Fuel pressure drop with increased throttle (Page 1/5)
fierobear JUN 26, 01:32 PM
This is on a Formula pushrod 3.4. The engine swap was done years ago, and ran perfectly for years. The car sat for about 8 years, and I'm trying to revive it. I replaced the fuel pump, cleaned the injectors, new battery. Did the factory manual tests on the evaporative canister. Starts, runs and idles fine. After revving the engine, and/or driving it up and down the block, the fuel pressure drops from 34 lbs to less than 20 lbs, and if you keep advancing the throttle it drops more and will stall. I suspect a bad new fuel pump, or some kind of vapor lock. I really need some suggestions. Thanks.
Raydar JUN 26, 01:56 PM
Check to make sure your tank is not creating a vacuum, that the pump is having to work against. The easiest way is to loosen the gas cap, and see if the problem is still there.
If it goes away, start troubleshooting the vent lines from the tank.
Try unplugging and capping the vacuum line to the FPR. With no vacuum, it should show increased pressure. Or at least no major reduction.
Also try blocking off the return line. (I've seen some "dull" plastic pliers that are used for just that purpose. Clamps the rubber line without pinching or cutting anything.)

[This message has been edited by Raydar (edited 06-26-2020).]

Blacktree JUN 26, 02:12 PM
Regarding the fuel pressure regulator test, unplug the vacuum line from the FPR while the engine is idling. That will trick the FPR into thinking the engine is at wide-open throttle. Fuel pressure should increase by about 8-10 PSI. If it doesn't, the FPR is probably faulty.
fierobear JUN 26, 03:17 PM

quote
Originally posted by Raydar:

Check to make sure your tank is not creating a vacuum, that the pump is having to work against. The easiest way is to loosen the gas cap, and see if the problem is still there.
If it goes away, start troubleshooting the vent lines from the tank.
Try unplugging and capping the vacuum line to the FPR. With no vacuum, it should show increased pressure. Or at least no major reduction.
Also try blocking off the return line. (I've seen some "dull" plastic pliers that are used for just that purpose. Clamps the rubber line without pinching or cutting anything.)




I ran some of these tests. I loosened the fuel cap, and there wasn't a change. But the car is on the lift, so it isn't under load. It had fluctuations in fuel pressure, but I wasn't able to replicate the problem of the pressure dropping way off.

Before I take the car off the lift and run it under load, I wanted to talk about the Fuel Vapor Tank, which is located under and forward of the battery. Is there any possible issue that can cause problems with this tank?

fierobear JUN 26, 03:19 PM

quote
Originally posted by Blacktree:

Regarding the fuel pressure regulator test, unplug the vacuum line from the FPR while the engine is idling. That will trick the FPR into thinking the engine is at wide-open throttle. Fuel pressure should increase by about 8-10 PSI. If it doesn't, the FPR is probably faulty.



I was able to pop the vacuum line off while running, but there wasn't room to cap off the vacuum line. The pressure did go up, but I'm wondering if that could happen due to now having a vacuum leak?
fierobear JUN 26, 04:59 PM
Started the car, got it warm and run up up and down the block. Same problem, fuel pressure drops way down, drops more the more throttle you give. During the warm up, revving the engine, it was sputtering and backfiring. When running under power, it pings.
Gall757 JUN 26, 05:53 PM
I think we are all assuming you changed the fuel filter, but you did not include it when listing fixes.
fierobear JUN 26, 06:19 PM

quote
Originally posted by Gall757:

I think we are all assuming you changed the fuel filter, but you did not include it when listing fixes.



Yes, sorry, fuel filter was changed when doing the fuel pump.

I used a cheap fuel pump from O’Reilly. Has anyone had issues with new fuel pumps going bad or malfunctioning?
fierofool JUN 26, 06:24 PM
Optimally, fuel pressure should be above 40 psi at idle. The stock regulator is set at 43.5 psi and that's what it should provide when the fuel rail is primed without the engine running. After the engine starts, ideally, the pressure shouldn't drop below 38 psi. With it sitting as long as it has, there's probably a bunch of sediment in the tank. We lost a set of injectors after a car had set for about 4 years, and even a fresh fuel filter didn't prevent the superfine particles from passing through and clogging the inlet to some of the injectors.

[This message has been edited by fierofool (edited 06-26-2020).]

wftb JUN 26, 08:35 PM
Did you put in a new rubber line that goes from the the pump to the line that runs to the injector rail hardline? they look good untill pressure builds up and then they leak and bleed off pressure.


**Task to carry out**
For the records shown below, return an exact copy that excludes the pictures.

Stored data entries
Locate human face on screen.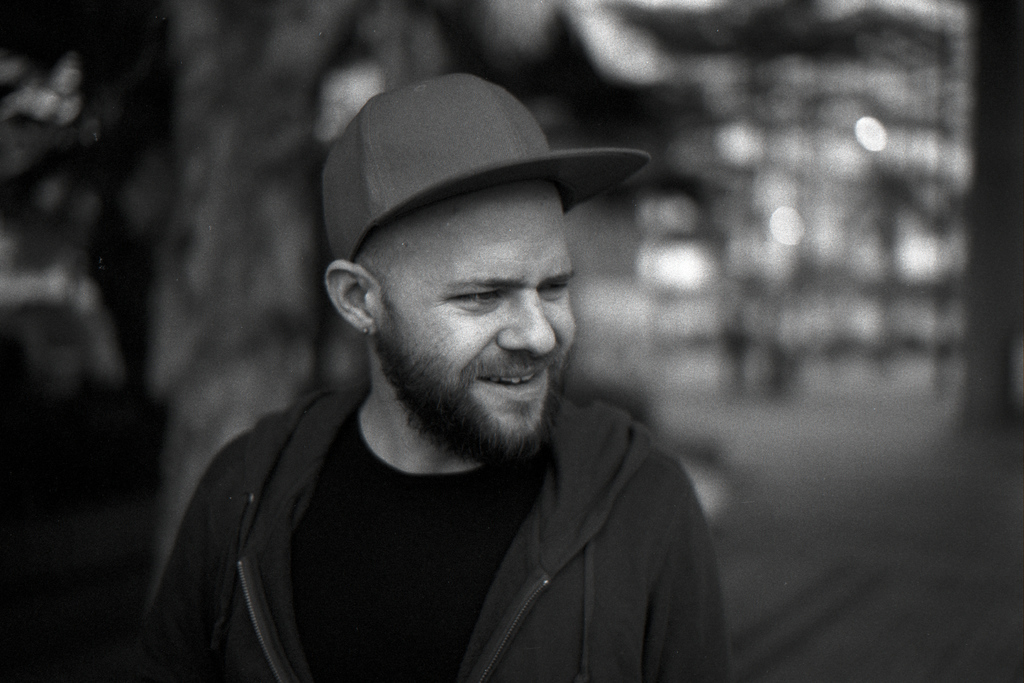
On screen at (371, 179, 579, 458).
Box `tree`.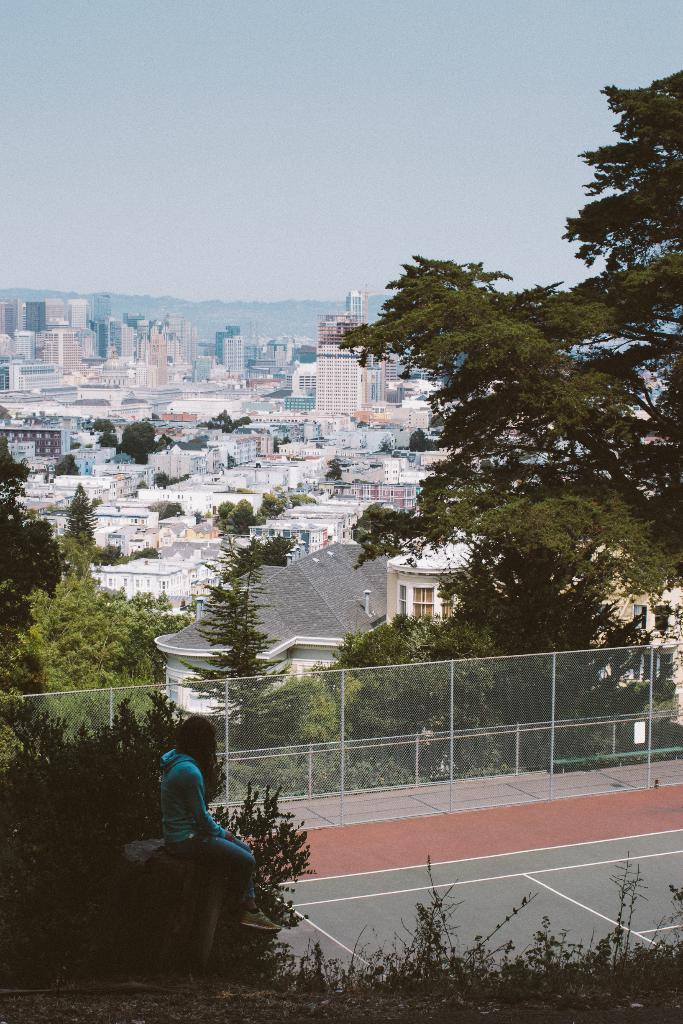
[97, 430, 117, 447].
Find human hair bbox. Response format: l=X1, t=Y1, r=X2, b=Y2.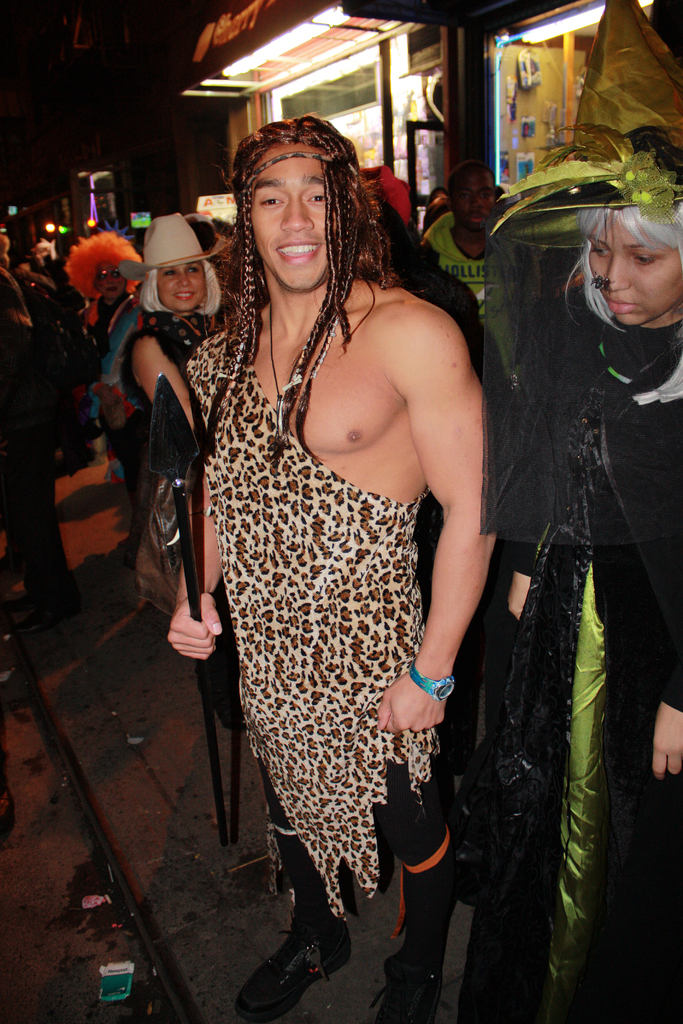
l=566, t=202, r=682, b=400.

**Finished task**
Locate human face on screen.
On screen at (371, 179, 579, 458).
Box `tree`.
[97, 430, 117, 447].
Find human hair bbox. Response format: l=X1, t=Y1, r=X2, b=Y2.
l=566, t=202, r=682, b=400.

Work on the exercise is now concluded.